The restaurant cooler that fails overnight
A standard restaurant policy often does not automatically cover spoiled food, or the cost when a cooler, oven, or compressor breaks down.
Food spoilage and equipment breakdown are usually add-ons. Without them, a single bad night can cost a freezer full of product and days of business. We make sure these are on the table when we build your coverage.
The tools stolen from a contractor's truck
Many contractors assume their commercial auto policy covers the tools inside the van. It usually does not. Auto covers the vehicle, not the equipment in it.
Tools and equipment coverage, also called inland marine, fills that gap, on the job and in transit. It is one of the most common and most overlooked needs in the trades.
The homeowners policy on a rented house
Landlords often leave a homeowners policy on a property after they move out and rent it. If a claim happens, the carrier can deny it, because the home is no longer owner-occupied.
A rental needs a landlord or dwelling fire policy, and many owners also skip loss of rents, which replaces the income while the property is repaired. We check the policy form first, before anything goes wrong.
How to find your gaps before a claim does
The pattern in all of these is the same: a policy that was never fully explained, often in a language the owner does not think in.
Ask us for a free review. We will walk through what you have, in English or Vietnamese, and point out the gaps in plain language.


Assignment>
Would you retype every line below without changing anything?
START Given entries
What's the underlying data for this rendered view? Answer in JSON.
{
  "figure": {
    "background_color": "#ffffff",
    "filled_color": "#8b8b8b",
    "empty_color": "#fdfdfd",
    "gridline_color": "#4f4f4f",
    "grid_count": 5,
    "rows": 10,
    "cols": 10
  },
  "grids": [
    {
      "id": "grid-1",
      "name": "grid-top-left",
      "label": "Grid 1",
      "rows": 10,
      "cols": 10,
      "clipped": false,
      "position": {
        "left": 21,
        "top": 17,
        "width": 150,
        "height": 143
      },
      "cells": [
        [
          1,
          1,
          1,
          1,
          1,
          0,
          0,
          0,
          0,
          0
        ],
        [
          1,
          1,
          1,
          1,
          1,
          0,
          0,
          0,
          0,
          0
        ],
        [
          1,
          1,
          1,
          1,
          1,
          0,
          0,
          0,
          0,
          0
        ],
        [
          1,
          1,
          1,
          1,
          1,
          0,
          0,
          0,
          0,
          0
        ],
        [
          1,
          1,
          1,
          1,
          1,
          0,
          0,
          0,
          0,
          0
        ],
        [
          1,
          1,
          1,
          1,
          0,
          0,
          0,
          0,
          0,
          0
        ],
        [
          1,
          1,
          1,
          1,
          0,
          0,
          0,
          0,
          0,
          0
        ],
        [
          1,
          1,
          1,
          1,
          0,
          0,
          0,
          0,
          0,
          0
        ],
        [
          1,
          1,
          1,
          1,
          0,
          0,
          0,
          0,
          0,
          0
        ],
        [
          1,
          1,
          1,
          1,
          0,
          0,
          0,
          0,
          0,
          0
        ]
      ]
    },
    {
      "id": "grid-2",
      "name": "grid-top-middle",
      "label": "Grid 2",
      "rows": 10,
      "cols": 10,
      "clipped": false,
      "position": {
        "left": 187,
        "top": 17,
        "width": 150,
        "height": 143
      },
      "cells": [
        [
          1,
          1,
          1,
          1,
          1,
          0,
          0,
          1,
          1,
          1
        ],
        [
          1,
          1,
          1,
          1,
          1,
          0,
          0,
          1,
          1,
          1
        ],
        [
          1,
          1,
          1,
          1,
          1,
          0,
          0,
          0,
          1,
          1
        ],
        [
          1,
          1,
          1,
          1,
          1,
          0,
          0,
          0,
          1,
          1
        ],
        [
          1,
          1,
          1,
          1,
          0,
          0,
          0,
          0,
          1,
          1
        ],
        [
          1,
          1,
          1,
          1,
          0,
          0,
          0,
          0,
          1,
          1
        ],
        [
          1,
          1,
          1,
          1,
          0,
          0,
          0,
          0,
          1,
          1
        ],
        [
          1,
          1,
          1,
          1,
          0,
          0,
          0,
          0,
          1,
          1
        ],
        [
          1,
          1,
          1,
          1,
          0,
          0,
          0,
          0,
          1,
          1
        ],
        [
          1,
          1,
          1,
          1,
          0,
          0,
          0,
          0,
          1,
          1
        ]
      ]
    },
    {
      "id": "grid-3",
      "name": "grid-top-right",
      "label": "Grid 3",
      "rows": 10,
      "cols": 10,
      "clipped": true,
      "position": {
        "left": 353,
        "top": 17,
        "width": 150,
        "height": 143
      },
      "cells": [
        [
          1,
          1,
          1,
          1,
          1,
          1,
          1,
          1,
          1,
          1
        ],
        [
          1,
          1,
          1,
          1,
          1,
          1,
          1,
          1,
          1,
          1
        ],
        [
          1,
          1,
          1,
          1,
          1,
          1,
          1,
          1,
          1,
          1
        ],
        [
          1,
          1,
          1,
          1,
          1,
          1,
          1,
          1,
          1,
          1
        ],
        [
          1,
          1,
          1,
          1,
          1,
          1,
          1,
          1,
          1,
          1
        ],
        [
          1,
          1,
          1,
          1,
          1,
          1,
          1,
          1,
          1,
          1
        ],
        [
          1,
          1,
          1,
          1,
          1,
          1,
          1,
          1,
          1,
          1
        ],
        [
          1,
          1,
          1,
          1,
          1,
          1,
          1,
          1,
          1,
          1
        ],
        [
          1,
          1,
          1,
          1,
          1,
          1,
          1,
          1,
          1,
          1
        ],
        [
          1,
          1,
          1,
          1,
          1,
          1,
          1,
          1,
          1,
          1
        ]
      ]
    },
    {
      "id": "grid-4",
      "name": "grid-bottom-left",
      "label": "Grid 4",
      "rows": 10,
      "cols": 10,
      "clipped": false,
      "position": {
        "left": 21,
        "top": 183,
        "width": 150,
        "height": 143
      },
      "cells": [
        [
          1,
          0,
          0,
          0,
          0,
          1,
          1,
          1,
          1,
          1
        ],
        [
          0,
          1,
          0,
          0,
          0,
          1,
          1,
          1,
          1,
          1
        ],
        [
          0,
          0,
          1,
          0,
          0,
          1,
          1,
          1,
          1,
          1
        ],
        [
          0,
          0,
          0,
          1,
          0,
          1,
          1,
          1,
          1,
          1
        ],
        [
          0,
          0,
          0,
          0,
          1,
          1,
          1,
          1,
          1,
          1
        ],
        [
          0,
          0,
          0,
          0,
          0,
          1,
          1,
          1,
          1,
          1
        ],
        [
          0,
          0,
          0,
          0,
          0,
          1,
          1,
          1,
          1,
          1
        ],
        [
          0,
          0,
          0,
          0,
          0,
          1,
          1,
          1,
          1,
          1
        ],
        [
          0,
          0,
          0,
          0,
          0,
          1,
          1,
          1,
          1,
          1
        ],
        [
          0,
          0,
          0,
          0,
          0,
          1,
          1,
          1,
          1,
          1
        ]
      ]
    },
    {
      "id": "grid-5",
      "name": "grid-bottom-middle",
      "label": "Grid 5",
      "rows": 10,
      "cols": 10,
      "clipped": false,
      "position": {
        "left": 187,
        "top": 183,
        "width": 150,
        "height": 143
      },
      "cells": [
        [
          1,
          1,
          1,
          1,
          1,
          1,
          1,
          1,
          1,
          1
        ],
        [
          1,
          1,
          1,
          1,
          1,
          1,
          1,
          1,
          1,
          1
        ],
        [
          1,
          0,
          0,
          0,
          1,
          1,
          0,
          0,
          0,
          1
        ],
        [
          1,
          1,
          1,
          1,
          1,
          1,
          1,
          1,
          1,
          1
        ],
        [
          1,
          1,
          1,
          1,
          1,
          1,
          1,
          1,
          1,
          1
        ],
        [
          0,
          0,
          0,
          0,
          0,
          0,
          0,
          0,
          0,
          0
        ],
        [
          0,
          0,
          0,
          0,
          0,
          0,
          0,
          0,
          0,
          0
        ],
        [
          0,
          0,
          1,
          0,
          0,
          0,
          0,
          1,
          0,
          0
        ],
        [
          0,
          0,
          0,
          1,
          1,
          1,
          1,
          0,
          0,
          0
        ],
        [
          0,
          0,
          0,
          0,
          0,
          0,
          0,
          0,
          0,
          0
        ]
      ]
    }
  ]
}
END Given entries
Your solution>
What's the underlying data for this rendered view? Answer in JSON.
{
  "figure": {
    "background_color": "#ffffff",
    "filled_color": "#8b8b8b",
    "empty_color": "#fdfdfd",
    "gridline_color": "#4f4f4f",
    "grid_count": 5,
    "rows": 10,
    "cols": 10
  },
  "grids": [
    {
      "id": "grid-1",
      "name": "grid-top-left",
      "label": "Grid 1",
      "rows": 10,
      "cols": 10,
      "clipped": false,
      "position": {
        "left": 21,
        "top": 17,
        "width": 150,
        "height": 143
      },
      "cells": [
        [
          1,
          1,
          1,
          1,
          1,
          0,
          0,
          0,
          0,
          0
        ],
        [
          1,
          1,
          1,
          1,
          1,
          0,
          0,
          0,
          0,
          0
        ],
        [
          1,
          1,
          1,
          1,
          1,
          0,
          0,
          0,
          0,
          0
        ],
        [
          1,
          1,
          1,
          1,
          1,
          0,
          0,
          0,
          0,
          0
        ],
        [
          1,
          1,
          1,
          1,
          1,
          0,
          0,
          0,
          0,
          0
        ],
        [
          1,
          1,
          1,
          1,
          0,
          0,
          0,
          0,
          0,
          0
        ],
        [
          1,
          1,
          1,
          1,
          0,
          0,
          0,
          0,
          0,
          0
        ],
        [
          1,
          1,
          1,
          1,
          0,
          0,
          0,
          0,
          0,
          0
        ],
        [
          1,
          1,
          1,
          1,
          0,
          0,
          0,
          0,
          0,
          0
        ],
        [
          1,
          1,
          1,
          1,
          0,
          0,
          0,
          0,
          0,
          0
        ]
      ]
    },
    {
      "id": "grid-2",
      "name": "grid-top-middle",
      "label": "Grid 2",
      "rows": 10,
      "cols": 10,
      "clipped": false,
      "position": {
        "left": 187,
        "top": 17,
        "width": 150,
        "height": 143
      },
      "cells": [
        [
          1,
          1,
          1,
          1,
          1,
          0,
          0,
          1,
          1,
          1
        ],
        [
          1,
          1,
          1,
          1,
          1,
          0,
          0,
          1,
          1,
          1
        ],
        [
          1,
          1,
          1,
          1,
          1,
          0,
          0,
          0,
          1,
          1
        ],
        [
          1,
          1,
          1,
          1,
          1,
          0,
          0,
          0,
          1,
          1
        ],
        [
          1,
          1,
          1,
          1,
          0,
          0,
          0,
          0,
          1,
          1
        ],
        [
          1,
          1,
          1,
          1,
          0,
          0,
          0,
          0,
          1,
          1
        ],
        [
          1,
          1,
          1,
          1,
          0,
          0,
          0,
          0,
          1,
          1
        ],
        [
          1,
          1,
          1,
          1,
          0,
          0,
          0,
          0,
          1,
          1
        ],
        [
          1,
          1,
          1,
          1,
          0,
          0,
          0,
          0,
          1,
          1
        ],
        [
          1,
          1,
          1,
          1,
          0,
          0,
          0,
          0,
          1,
          1
        ]
      ]
    },
    {
      "id": "grid-3",
      "name": "grid-top-right",
      "label": "Grid 3",
      "rows": 10,
      "cols": 10,
      "clipped": true,
      "position": {
        "left": 353,
        "top": 17,
        "width": 150,
        "height": 143
      },
      "cells": [
        [
          1,
          1,
          1,
          1,
          1,
          1,
          1,
          1,
          1,
          1
        ],
        [
          1,
          1,
          1,
          1,
          1,
          1,
          1,
          1,
          1,
          1
        ],
        [
          1,
          1,
          1,
          1,
          1,
          1,
          1,
          1,
          1,
          1
        ],
        [
          1,
          1,
          1,
          1,
          1,
          1,
          1,
          1,
          1,
          1
        ],
        [
          1,
          1,
          1,
          1,
          1,
          1,
          1,
          1,
          1,
          1
        ],
        [
          1,
          1,
          1,
          1,
          1,
          1,
          1,
          1,
          1,
          1
        ],
        [
          1,
          1,
          1,
          1,
          1,
          1,
          1,
          1,
          1,
          1
        ],
        [
          1,
          1,
          1,
          1,
          1,
          1,
          1,
          1,
          1,
          1
        ],
        [
          1,
          1,
          1,
          1,
          1,
          1,
          1,
          1,
          1,
          1
        ],
        [
          1,
          1,
          1,
          1,
          1,
          1,
          1,
          1,
          1,
          1
        ]
      ]
    },
    {
      "id": "grid-4",
      "name": "grid-bottom-left",
      "label": "Grid 4",
      "rows": 10,
      "cols": 10,
      "clipped": false,
      "position": {
        "left": 21,
        "top": 183,
        "width": 150,
        "height": 143
      },
      "cells": [
        [
          1,
          0,
          0,
          0,
          0,
          1,
          1,
          1,
          1,
          1
        ],
        [
          0,
          1,
          0,
          0,
          0,
          1,
          1,
          1,
          1,
          1
        ],
        [
          0,
          0,
          1,
          0,
          0,
          1,
          1,
          1,
          1,
          1
        ],
        [
          0,
          0,
          0,
          1,
          0,
          1,
          1,
          1,
          1,
          1
        ],
        [
          0,
          0,
          0,
          0,
          1,
          1,
          1,
          1,
          1,
          1
        ],
        [
          0,
          0,
          0,
          0,
          0,
          1,
          1,
          1,
          1,
          1
        ],
        [
          0,
          0,
          0,
          0,
          0,
          1,
          1,
          1,
          1,
          1
        ],
        [
          0,
          0,
          0,
          0,
          0,
          1,
          1,
          1,
          1,
          1
        ],
        [
          0,
          0,
          0,
          0,
          0,
          1,
          1,
          1,
          1,
          1
        ],
        [
          0,
          0,
          0,
          0,
          0,
          1,
          1,
          1,
          1,
          1
        ]
      ]
    },
    {
      "id": "grid-5",
      "name": "grid-bottom-middle",
      "label": "Grid 5",
      "rows": 10,
      "cols": 10,
      "clipped": false,
      "position": {
        "left": 187,
        "top": 183,
        "width": 150,
        "height": 143
      },
      "cells": [
        [
          1,
          1,
          1,
          1,
          1,
          1,
          1,
          1,
          1,
          1
        ],
        [
          1,
          1,
          1,
          1,
          1,
          1,
          1,
          1,
          1,
          1
        ],
        [
          1,
          0,
          0,
          0,
          1,
          1,
          0,
          0,
          0,
          1
        ],
        [
          1,
          1,
          1,
          1,
          1,
          1,
          1,
          1,
          1,
          1
        ],
        [
          1,
          1,
          1,
          1,
          1,
          1,
          1,
          1,
          1,
          1
        ],
        [
          0,
          0,
          0,
          0,
          0,
          0,
          0,
          0,
          0,
          0
        ],
        [
          0,
          0,
          0,
          0,
          0,
          0,
          0,
          0,
          0,
          0
        ],
        [
          0,
          0,
          1,
          0,
          0,
          0,
          0,
          1,
          0,
          0
        ],
        [
          0,
          0,
          0,
          1,
          1,
          1,
          1,
          0,
          0,
          0
        ],
        [
          0,
          0,
          0,
          0,
          0,
          0,
          0,
          0,
          0,
          0
        ]
      ]
    }
  ]
}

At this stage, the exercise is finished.